Crazy Rich Asians is a radical feminist film.
(Heads up: this review includes spoilers.)
The premise: Rachel Chu (Constance Wu) meets Nick Young (Henry Golding). They go back to Singapore for his best friend’s wedding.
The conflict: Nick has neglected to tell Rachel that he and his family are the veritable Kardashians of Singapore.
The resolution: It all works out.
The boy-meets-girl, boy-loses-girl, boy-wins-girl-back plot is not a new one.
But this is not a movie about a boy and a girl. This is a movie about relationships between women. The plot line is classic, but the romantic reconciliation at the end of the film does not celebrate the fact that romance—or love, true love (please imagine the priest from The Princess Bride)—has triumphed. It celebrates women.
Rachel is an economics professor at NYU. The base pay for this is over 200K (according to Glassdoor.com). But her potential mother-in-law Eleanor (Michelle Yeoh), with a boatload of vitriol, tells her that she will not be enough for the legacy of the Young family. This drama is at the center of the plot. You can imagine how the rest goes: disastrous bachelorette party, serious talk between groom-to-be and best man, montage scene with dresses, etc.
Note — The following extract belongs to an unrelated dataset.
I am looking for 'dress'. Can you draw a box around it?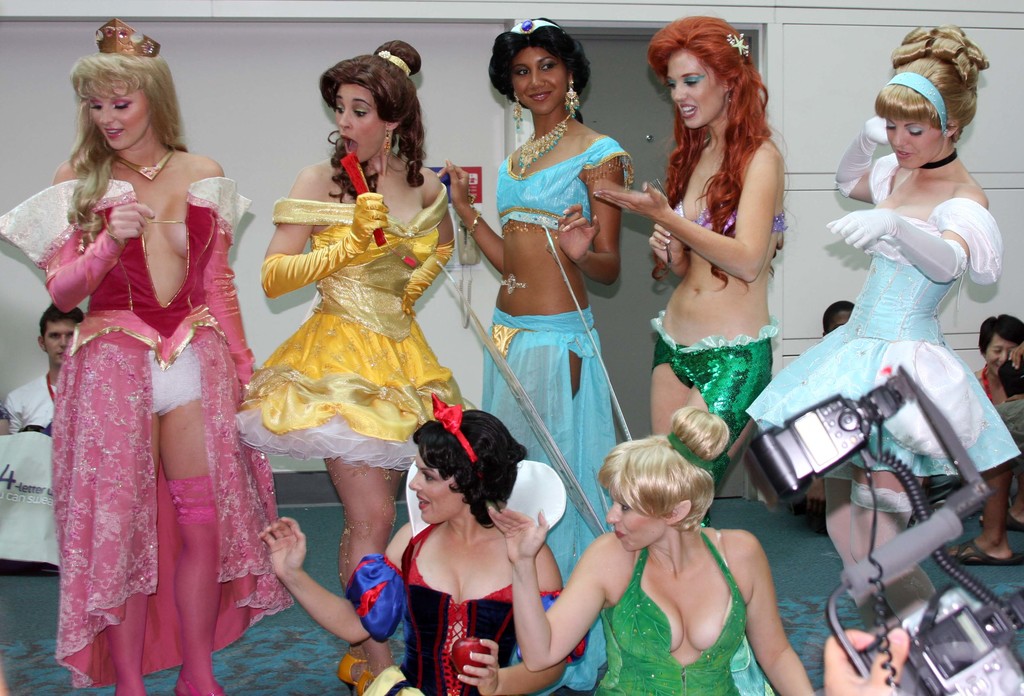
Sure, the bounding box is Rect(595, 526, 744, 695).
Let’s skip to the end. Surprisingly, the climax does not take place in the (inevitable) proposal. The real win is in a scene when Rachel shows her intelligence, her prowess, and her strength, despite her less-than-Kardashian status, in a game of Mahjong. She’s not a professor at NYU for nothin’.
The rich side plots continue the feminist theme. Just one example: Nick’s cousin Astrid, (Gemma Chan), discovers her husband (Pierre Png) is having an affair. The resolution involves Astrid telling her husband that she is not responsible for making him feel like a man: a direct attack on male fragility. Whoa.
The film is a tour-de-force because its focus is on powerful women who reject a standard patriarchal narrative. Crazy Rich Asians is a classic romcom that explicitly rejects the misogynistic principles of romcoms.
Go see it.
PS: It’s based on the book by Kevin Kwan. You should probably read it too.